Crist announced on August 27 that he'd picked Hernández-Mats to be on his ticket and resigned from the US House a few days later. He was governor of Florida from 2007 to 2011, though he was a Republican at the time.

DeSantis rarely mentions Crist in his speeches. Instead, he regularly touts his actions during the COVID-19 pandemic to "keep Florida free" and has called the Sunshine State the "freest state." DeSantis defied federal health officials and drew a loyal base of supporters after allowing states and businesses to stay open far earlier than other states.

National name recognition — and speculation that he'll be running for president in 2024 — have followed.
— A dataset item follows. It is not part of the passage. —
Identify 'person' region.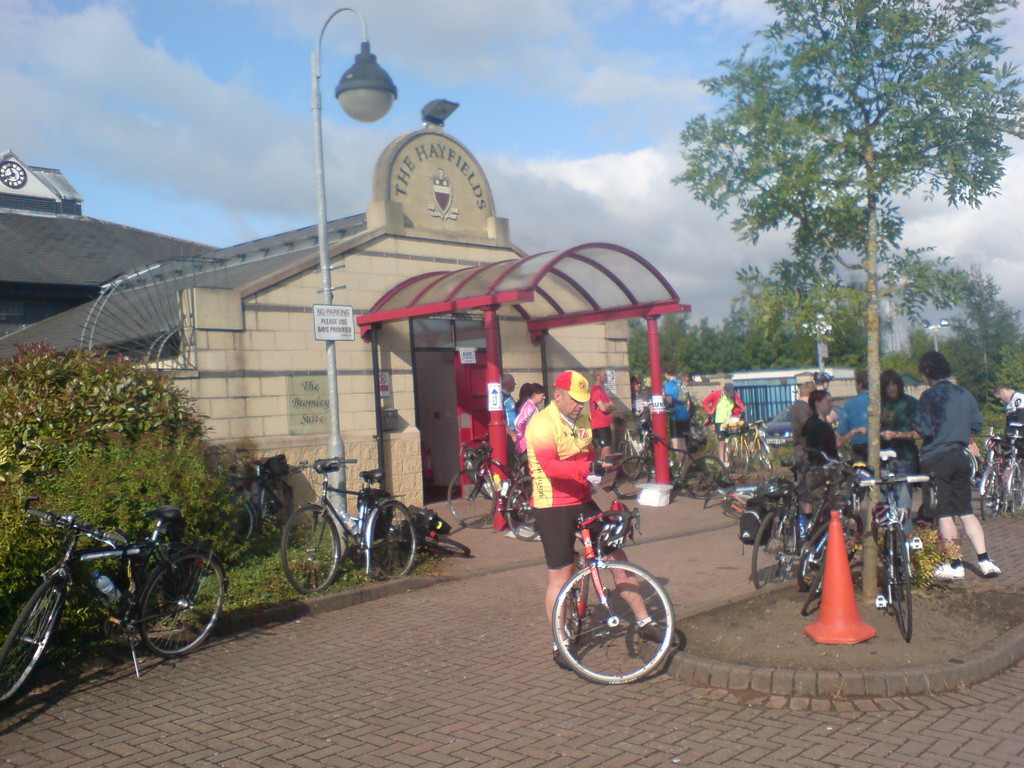
Region: region(664, 362, 691, 467).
During public events in recent weeks, DeSantis warned voters "not to take any of it for granted" that Florida would have operated similarly during the pandemic if he were not governor. DeSantis won his first term by less than half a percentage point against Democrat Andrew Gillum, the former mayor of Tallahassee.

DeSantis has criticized Hernández-Mats for backing pandemic-induced school lockdowns when she led the teacher's union. Hernández-Mats told Insider on Friday she supported reopening but wanted to do so safely.

Yet DeSantis views his education policies as one of his strongest cases for reelection. Though he was met with backlash over school reopenings for months, many blue states eventually followed suit amid parental backlash and as officials concluded virtual learning harmed social and educational outcomes.